Second, it is a flight of political fancy of the most outlandish sort to suggest that Nixon’s political coalition-building brought forth all the political movements and attitudes that Cohen so clearly despises today—people, for example, who loath late-term abortion, or who lament the decline of traditional marriage as part of the American culture, or struggle with the clash of secular and religious views, or embrace the Second Amendment in clinging to their right to possess guns. All those issues—and all those political sentiments—emerged out of political developments that have arisen since Nixon’s humiliating abdication and had nothing to do with him—and certainly nothing to do with his Southern Strategy. To conflate these things is to betray a hopelessly flawed perspective of politics—and of the human experience. It is a perspective that sees politics in terms of good and evil.
Which is of course the perspective that people such as Cohen bring to the matter of Richard Nixon. He was evil. The evil lives on. End of story.

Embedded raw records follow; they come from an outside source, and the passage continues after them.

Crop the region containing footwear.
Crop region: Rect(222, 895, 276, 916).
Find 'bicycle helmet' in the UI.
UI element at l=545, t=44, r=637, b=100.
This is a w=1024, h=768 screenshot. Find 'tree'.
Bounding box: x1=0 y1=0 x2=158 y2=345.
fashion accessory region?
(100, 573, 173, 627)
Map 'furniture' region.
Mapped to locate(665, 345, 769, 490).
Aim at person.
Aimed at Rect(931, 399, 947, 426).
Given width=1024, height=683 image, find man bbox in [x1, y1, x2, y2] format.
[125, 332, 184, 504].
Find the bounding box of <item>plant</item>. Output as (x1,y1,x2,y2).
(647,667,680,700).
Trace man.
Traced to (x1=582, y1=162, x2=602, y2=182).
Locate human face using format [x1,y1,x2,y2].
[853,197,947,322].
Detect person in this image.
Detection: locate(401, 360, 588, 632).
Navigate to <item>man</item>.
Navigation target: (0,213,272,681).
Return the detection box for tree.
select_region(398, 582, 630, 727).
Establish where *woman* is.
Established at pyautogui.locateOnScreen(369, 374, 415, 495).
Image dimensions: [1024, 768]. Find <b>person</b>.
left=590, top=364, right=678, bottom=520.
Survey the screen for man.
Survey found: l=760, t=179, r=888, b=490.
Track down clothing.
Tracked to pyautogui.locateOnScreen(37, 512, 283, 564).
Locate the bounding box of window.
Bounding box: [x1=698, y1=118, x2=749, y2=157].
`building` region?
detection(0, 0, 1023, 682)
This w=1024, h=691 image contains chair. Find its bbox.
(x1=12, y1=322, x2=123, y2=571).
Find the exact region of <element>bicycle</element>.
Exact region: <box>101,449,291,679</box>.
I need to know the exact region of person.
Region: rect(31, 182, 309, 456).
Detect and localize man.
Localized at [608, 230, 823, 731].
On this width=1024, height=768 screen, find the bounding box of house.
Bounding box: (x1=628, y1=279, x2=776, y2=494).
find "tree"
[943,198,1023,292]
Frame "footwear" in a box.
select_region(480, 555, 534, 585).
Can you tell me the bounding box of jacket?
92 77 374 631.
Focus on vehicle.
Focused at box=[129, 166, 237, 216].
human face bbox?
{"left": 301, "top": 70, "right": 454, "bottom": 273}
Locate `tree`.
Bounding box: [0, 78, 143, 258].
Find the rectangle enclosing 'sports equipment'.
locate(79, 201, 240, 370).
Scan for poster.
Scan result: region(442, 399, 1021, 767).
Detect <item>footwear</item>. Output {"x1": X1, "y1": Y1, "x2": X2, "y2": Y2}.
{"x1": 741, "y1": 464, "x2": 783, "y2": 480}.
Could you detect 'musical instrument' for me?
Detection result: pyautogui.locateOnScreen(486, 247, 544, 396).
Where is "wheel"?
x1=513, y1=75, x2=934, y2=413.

Dull story. The more correct, and far more haunting, perspective is the one that views Nixon as a tragic figure whose political brilliance and often sound intentions were overwhelmed by his own outsized flaws. In this view, one might even conclude that Nixon’s delicate handling of race relations at a time when racial politics threatened to become dangerously incendiary merits some approbation. Certainly, we can see that his opening to China helped stabilize an erratic region. As Post columnist David Ignatius noted, that represented great presidential decision making, unencumbered by past attitudes.
I have written and still believe (though it remains controversial) that Nixon’s handling of the Vietnam quagmire, which he inherited, represented also a delicately conceived effort to balance the military needs of that botched war effort with ominous domestic political forces that threatened every day to destroy him, as they had destroyed his predecessor. And, though it was little understood at the time, this delicate effort was crucial to his policy of bringing China into the community of nations in the interest of Asian stability.
It might be noted, parenthetically, that during this difficult time, Nixon never publicly cast blame upon his predecessor, though the political catastrophe he inherited and the political passions it unleashed rendered his leadership challenge nearly hopeless. The current occupant of the White House never saw fit to remain at such an elevated level in regard to his own predecessor.
Nixon operated on the margin; in part because the intertwined foreign and domestic crises he inherited required it; in part because his flawed temperament placed him there. In the end, that flawed temperament led him into thickets of venom and wrongdoing that couldn’t be tolerated by his countrymen. Thus was he crushed, and appropriately so.
But, as we look back upon his works and his legacy, it is more meaningful, in terms both of Nixon himself and of American history, to see the man whole, capable of worthy thoughts and ambitions, often stunningly clever in his political execution, significant in many of his initiatives—and also a tragic tale worthy of a great nation.
Robert W. Merry is political editor of The National Interest and the author of books on American history and foreign policy. His most recent book is Where They Stand: The American Presidents in the Eyes of Voters and Historians.